If your application is not web based, you must still look at metrics. IT performance Metrics help you discover emerging trends, often early on, and can help you proactively respond to performance issues. How do you trust the effectiveness of the metrics you consult? How do you know which metrics to track? When you combine this confusion with office politics where different groups want to track different metrics for different purposes, it can be nearly impossible to find a simple set of meaningful metrics. This does not mean that you should not try.

IT performance metrics for an application can be one of the most quantitative, critical measurements you track. Today's applications are complex. Data moves from databases to websites through reporting, CRM tools, messaging servers, email servers, data warehouses, and other places. It can be difficult to track performance bottlenecks and spot issues. This is where IT performance metrics can really help you.

The problem with metrics is that the people interpreting them seem to boil them down into something they can understand. Page load time is easily understandable; therefore, we leap to that metric as a web server metric standard.
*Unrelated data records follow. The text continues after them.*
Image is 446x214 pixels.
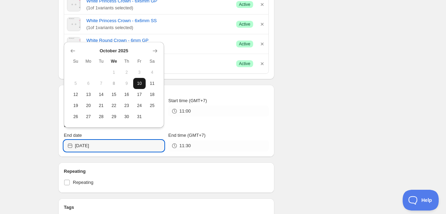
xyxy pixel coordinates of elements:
[86,5,231,11] span: ( 1 of 1 variants selected)
[110,70,118,75] span: 1
[136,103,143,109] span: 24
[146,89,158,100] button: Saturday October 18 2025
[133,78,146,89] button: Friday October 10 2025
[64,133,82,138] span: End date
[72,114,79,120] span: 26
[136,81,143,86] span: 10
[133,89,146,100] button: Friday October 17 2025
[107,89,120,100] button: Wednesday October 15 2025
[97,103,105,109] span: 21
[72,81,79,86] span: 5
[136,114,143,120] span: 31
[148,70,156,75] span: 4
[146,78,158,89] button: Saturday October 11 2025
[95,56,107,67] th: Tuesday
[148,103,156,109] span: 25
[82,111,95,122] button: Monday October 27 2025
[120,111,133,122] button: Thursday October 30 2025
[403,190,439,211] iframe: Toggle Customer Support
[95,78,107,89] button: Tuesday October 7 2025
[107,56,120,67] th: Wednesday
[72,92,79,97] span: 12
[82,78,95,89] button: Monday October 6 2025
[69,111,82,122] button: Sunday October 26 2025
[133,67,146,78] button: Friday October 3 2025
[120,100,133,111] button: Thursday October 23 2025
[68,46,78,56] button: Show previous month, September 2025
[123,81,130,86] span: 9
[136,92,143,97] span: 17
[97,114,105,120] span: 28
[136,70,143,75] span: 3
[95,89,107,100] button: Tuesday October 14 2025
[107,111,120,122] button: Wednesday October 29 2025
[107,100,120,111] button: Wednesday October 22 2025
[123,59,130,64] span: Th
[239,2,250,7] span: Active
[133,111,146,122] button: Friday October 31 2025
[82,89,95,100] button: Monday October 13 2025
[110,81,118,86] span: 8
[95,111,107,122] button: Tuesday October 28 2025
[107,67,120,78] button: Wednesday October 1 2025
[97,81,105,86] span: 7
[69,100,82,111] button: Sunday October 19 2025
[69,78,82,89] button: Sunday October 5 2025
[110,92,118,97] span: 15
[168,98,207,103] span: Start time (GMT+7)
[107,78,120,89] button: Today Wednesday October 8 2025
[133,100,146,111] button: Friday October 24 2025
[148,59,156,64] span: Sa
[85,103,92,109] span: 20
[110,114,118,120] span: 29
[133,56,146,67] th: Friday
[86,24,231,31] span: ( 1 of 1 variants selected)
[123,103,130,109] span: 23
[97,92,105,97] span: 14
[136,59,143,64] span: Fr
[85,81,92,86] span: 6
[85,59,92,64] span: Mo
[69,56,82,67] th: Sunday
[120,67,133,78] button: Thursday October 2 2025
[85,114,92,120] span: 27
[86,37,231,44] a: White Round Crown - 6mm GP
[120,56,133,67] th: Thursday
[123,114,130,120] span: 30
[86,17,231,24] a: White Princess Crown - 6x6mm SS
[150,46,160,56] button: Show next month, November 2025
[64,90,269,97] h2: Active dates
[123,92,130,97] span: 16
[82,56,95,67] th: Monday
[148,81,156,86] span: 11
[239,21,250,27] span: Active
[239,61,250,67] span: Active
[110,59,118,64] span: We
[82,100,95,111] button: Monday October 20 2025
[69,89,82,100] button: Sunday October 12 2025
[85,92,92,97] span: 13
[123,70,130,75] span: 2
[97,59,105,64] span: Tu
[64,168,269,175] h2: Repeating
[148,92,156,97] span: 18
[239,41,250,47] span: Active
[64,204,269,211] h2: Tags
[110,103,118,109] span: 22
[120,78,133,89] button: Thursday October 9 2025
[146,67,158,78] button: Saturday October 4 2025
[146,56,158,67] th: Saturday
[120,89,133,100] button: Thursday October 16 2025
[72,103,79,109] span: 19
[95,100,107,111] button: Tuesday October 21 2025
[168,133,205,138] span: End time (GMT+7)
[146,100,158,111] button: Saturday October 25 2025
[73,180,93,185] span: Repeating
[72,59,79,64] span: Su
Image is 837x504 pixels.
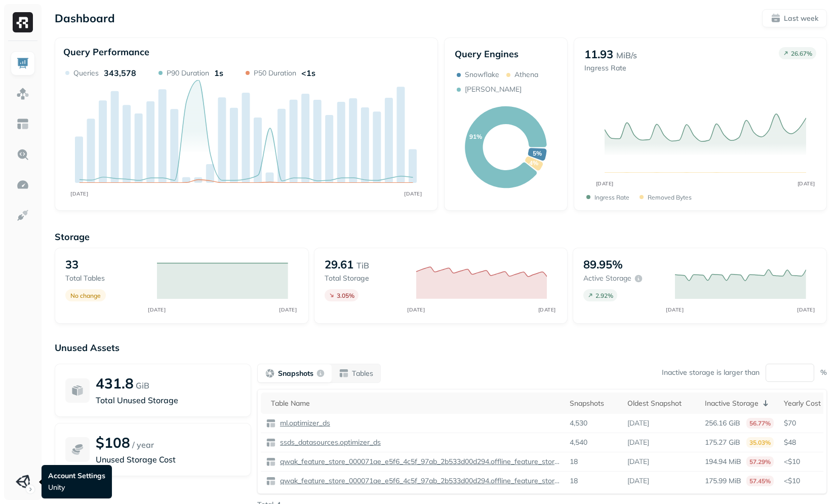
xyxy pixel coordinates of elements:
[48,482,105,492] p: Unity
[96,453,241,465] p: Unused Storage Cost
[570,437,587,447] p: 4,540
[746,417,773,428] p: 56.77%
[278,476,559,485] p: qwak_feature_store_000071ae_e5f6_4c5f_97ab_2b533d00d294.offline_feature_store_arpumizer_game_user...
[276,476,559,485] a: qwak_feature_store_000071ae_e5f6_4c5f_97ab_2b533d00d294.offline_feature_store_arpumizer_game_user...
[455,48,557,60] p: Query Engines
[784,437,834,447] p: $48
[16,57,29,70] img: Dashboard
[104,68,136,78] p: 343,578
[705,476,741,485] p: 175.99 MiB
[96,374,134,392] p: 431.8
[16,117,29,131] img: Asset Explorer
[584,64,637,73] p: Ingress Rate
[746,476,773,486] p: 57.45%
[784,13,818,23] p: Last week
[254,68,296,78] p: P50 Duration
[797,307,815,313] tspan: [DATE]
[337,292,355,299] p: 3.05 %
[16,178,29,191] img: Optimization
[96,433,130,451] p: $108
[628,457,649,466] p: [DATE]
[797,180,815,187] tspan: [DATE]
[628,397,695,409] div: Oldest Snapshot
[583,274,631,283] p: Active storage
[746,456,773,467] p: 57.29%
[570,476,577,485] p: 18
[746,437,773,447] p: 35.03%
[628,418,649,428] p: [DATE]
[628,437,649,447] p: [DATE]
[55,342,827,353] p: Unused Assets
[529,159,538,167] text: 4%
[595,194,629,201] p: Ingress Rate
[784,418,834,428] p: $70
[762,9,827,28] button: Last week
[325,257,353,271] p: 29.61
[465,70,499,79] p: Snowflake
[301,68,316,78] p: <1s
[16,474,30,488] img: Unity
[276,418,330,428] a: ml.optimizer_ds
[784,457,834,466] p: <$10
[357,259,369,271] p: TiB
[55,231,827,242] p: Storage
[278,418,330,428] p: ml.optimizer_ds
[132,438,154,450] p: / year
[821,367,827,377] p: %
[70,191,88,197] tspan: [DATE]
[584,47,613,61] p: 11.93
[266,457,276,467] img: table
[266,476,276,486] img: table
[515,70,539,79] p: Athena
[465,84,521,94] p: [PERSON_NAME]
[570,397,617,409] div: Snapshots
[96,394,241,406] p: Total Unused Storage
[266,418,276,428] img: table
[705,437,741,447] p: 175.27 GiB
[404,191,422,197] tspan: [DATE]
[278,437,381,447] p: ssds_datasources.optimizer_ds
[276,457,559,466] a: qwak_feature_store_000071ae_e5f6_4c5f_97ab_2b533d00d294.offline_feature_store_arpumizer_user_leve...
[16,209,29,221] img: Integrations
[648,194,692,201] p: Removed bytes
[325,274,406,283] p: Total storage
[532,150,542,157] text: 5%
[705,418,741,428] p: 256.16 GiB
[16,148,29,161] img: Query Explorer
[65,257,79,271] p: 33
[48,471,105,480] p: Account Settings
[214,68,224,78] p: 1s
[705,457,741,466] p: 194.94 MiB
[666,307,684,313] tspan: [DATE]
[135,379,150,391] p: GiB
[352,369,373,378] p: Tables
[539,307,556,313] tspan: [DATE]
[279,307,297,313] tspan: [DATE]
[271,397,559,409] div: Table Name
[616,49,637,61] p: MiB/s
[278,457,559,466] p: qwak_feature_store_000071ae_e5f6_4c5f_97ab_2b533d00d294.offline_feature_store_arpumizer_user_leve...
[16,87,29,100] img: Assets
[55,11,115,25] p: Dashboard
[13,12,33,32] img: Ryft
[583,257,623,271] p: 89.95%
[70,292,101,299] p: No change
[407,307,425,313] tspan: [DATE]
[791,49,812,57] p: 26.67 %
[148,307,165,313] tspan: [DATE]
[64,46,150,58] p: Query Performance
[628,476,649,485] p: [DATE]
[276,437,381,447] a: ssds_datasources.optimizer_ds
[662,367,759,377] p: Inactive storage is larger than
[570,418,587,428] p: 4,530
[595,180,613,187] tspan: [DATE]
[65,274,147,283] p: Total tables
[73,68,99,78] p: Queries
[784,397,834,409] div: Yearly Cost
[469,132,482,141] text: 91%
[278,369,313,378] p: Snapshots
[784,476,834,485] p: <$10
[266,437,276,447] img: table
[595,292,613,299] p: 2.92 %
[705,399,758,408] p: Inactive Storage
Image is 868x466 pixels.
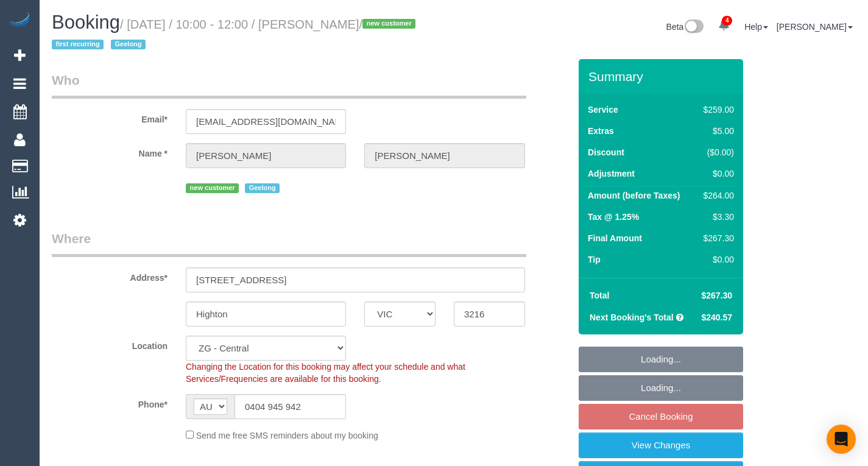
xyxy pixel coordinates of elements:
label: Location [42,336,177,352]
label: Email* [42,109,177,125]
label: Tax @ 1.25% [588,211,639,223]
input: Suburb* [186,302,346,327]
label: Extras [588,125,614,137]
label: Final Amount [588,232,642,244]
div: $0.00 [699,168,734,180]
label: Service [588,103,618,116]
div: ($0.00) [699,146,734,159]
div: $5.00 [699,125,734,137]
input: Email* [186,109,346,134]
div: $3.30 [699,211,734,223]
h3: Summary [589,69,737,83]
span: new customer [186,184,239,193]
strong: Next Booking's Total [589,313,673,322]
legend: Where [52,230,526,257]
label: Name * [42,143,177,160]
label: Address* [42,268,177,284]
img: Automaid Logo [7,12,31,30]
span: Booking [52,12,120,33]
label: Amount (before Taxes) [588,189,680,202]
span: $240.57 [701,313,732,322]
strong: Total [589,291,609,300]
a: 4 [712,12,736,39]
input: Phone* [234,394,346,419]
input: First Name* [186,143,346,168]
span: new customer [363,19,415,29]
span: Geelong [245,184,279,193]
span: Changing the Location for this booking may affect your schedule and what Services/Frequencies are... [186,362,465,384]
span: 4 [722,16,732,26]
span: Geelong [111,40,146,49]
div: $267.30 [699,232,734,244]
div: $259.00 [699,103,734,116]
img: New interface [684,19,704,35]
div: $264.00 [699,189,734,202]
input: Last Name* [364,143,525,168]
label: Phone* [42,394,177,410]
small: / [DATE] / 10:00 - 12:00 / [PERSON_NAME] [52,18,419,52]
a: Beta [666,22,704,31]
span: $267.30 [701,291,732,300]
a: View Changes [578,433,743,458]
label: Tip [588,254,601,266]
a: Help [744,22,768,31]
span: Send me free SMS reminders about my booking [196,431,378,440]
a: [PERSON_NAME] [777,22,853,31]
input: Post Code* [454,302,525,327]
legend: Who [52,71,526,99]
span: first recurring [52,40,103,49]
label: Discount [588,146,625,159]
label: Adjustment [588,168,635,180]
div: $0.00 [699,254,734,266]
div: Open Intercom Messenger [827,424,856,454]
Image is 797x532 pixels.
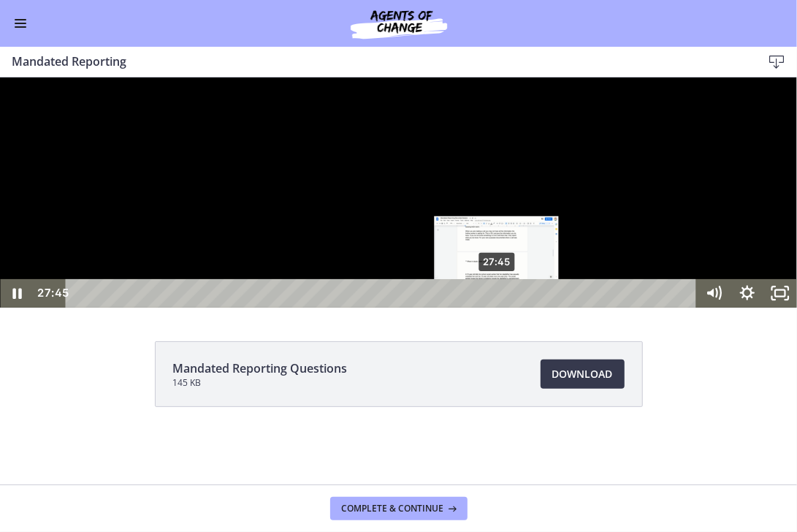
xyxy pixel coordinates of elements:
[731,202,763,231] button: Show settings menu
[12,15,30,32] button: Enable menu
[311,6,487,41] img: Agents of Change
[552,366,613,383] span: Download
[541,360,625,389] a: Download
[764,202,797,231] button: Unfullscreen
[12,53,739,70] h3: Mandated Reporting
[173,360,347,377] span: Mandated Reporting Questions
[77,202,689,231] div: Playbar
[342,503,445,515] span: Complete & continue
[698,202,731,231] button: Mute
[173,377,347,389] span: 145 KB
[330,497,468,520] button: Complete & continue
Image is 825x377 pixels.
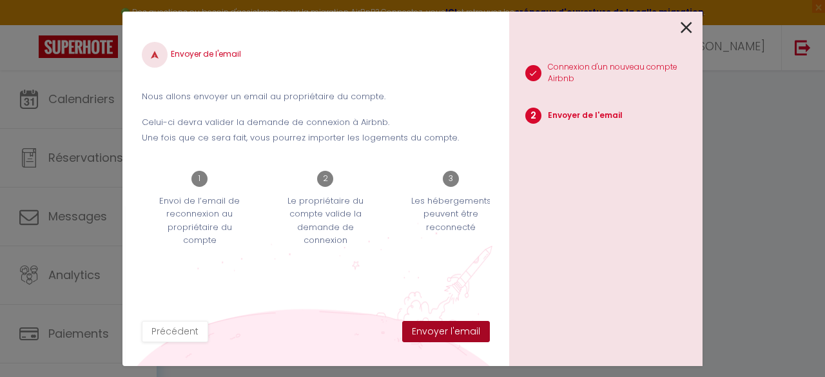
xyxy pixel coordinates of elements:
[402,321,490,343] button: Envoyer l'email
[142,116,490,129] p: Celui-ci devra valider la demande de connexion à Airbnb.
[150,195,249,248] p: Envoi de l’email de reconnexion au propriétaire du compte
[10,5,49,44] button: Ouvrir le widget de chat LiveChat
[142,90,490,103] p: Nous allons envoyer un email au propriétaire du compte.
[276,195,375,248] p: Le propriétaire du compte valide la demande de connexion
[317,171,333,187] span: 2
[548,61,703,86] p: Connexion d'un nouveau compte Airbnb
[443,171,459,187] span: 3
[191,171,208,187] span: 1
[525,108,541,124] span: 2
[402,195,501,234] p: Les hébergements peuvent être reconnecté
[142,42,490,68] h4: Envoyer de l'email
[142,321,208,343] button: Précédent
[548,110,623,122] p: Envoyer de l'email
[142,132,490,144] p: Une fois que ce sera fait, vous pourrez importer les logements du compte.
If you write enterprise software, similar metrics emerge. In our quest to quantify things, metrics are easy prey, but they do not always paint the entire picture. Someone still needs to interpret the results.

To make the most of metrics, the results should depict the user experience in some way. In my experience, the most effective metrics are the ones that can repeatedly measure a task that a typical user would perform. I think it is a mistake to try to "boil down" metrics into one summary number. It is a better idea to use metrics in combination with other factors to rate the overall effectiveness of your applications. You might choose to combine metrics with usability for a powerful punch.

Online retailer Eddie Bauer, an established merchant with an emerging online presence, uses a combination of statistics, usability, and customer focus groups to help chart site contents, what should be on their site, and their site's future direction. Metrics give them a basis or foundation on which they can build a user-focused experience. The people behind the site still need to make the decisions based in part on data gathered from the metrics.

Another way to combine usability and metrics is to list 10 or 20 common tasks your users must complete to use your application and then generate metrics around those tasks. Logging in might be a task and a metric might be the time it takes the user to log in, create a session object, and download a cookie.

Metrics should be easy to gather and interpret for those trying to use them. You want metrics to work for you, not you work for metrics. If you find that you spend too much time tracking metrics and not enough time using them, you probably need to re-think your metrics. Try simplifying or consolidating metrics to come up with a set that you can live with, but one that still allows you to spot trends and issues before they occur.

Many large organizations are so enthralled with metrics that they form separate labs, divisions, or even corporate sites to generate, track, and measure performance metrics. Performance labs are great because they allow larger companies to focus on performance, acquire experts in the optimization field, and gather them to solve more complex problems. A smaller development shop tracking the right statistics while watching the correct trends can often trump the big company in the quest for better performance. One person with a stopwatch who says, "Hey, wait a minute." is often faster than a committee.

You might not have a fancy lab or division, but you can still put metrics to work for you. Even the best metrics are only as good as the way in which you interpret them. Establishing metrics that are easy to generate and interpret and that allow you to predict trends or emerging issues can help a development organization. Sometimes, even tracking the dreaded page load time in a simple spreadsheet can be a valuable tool in the quest for IT performance.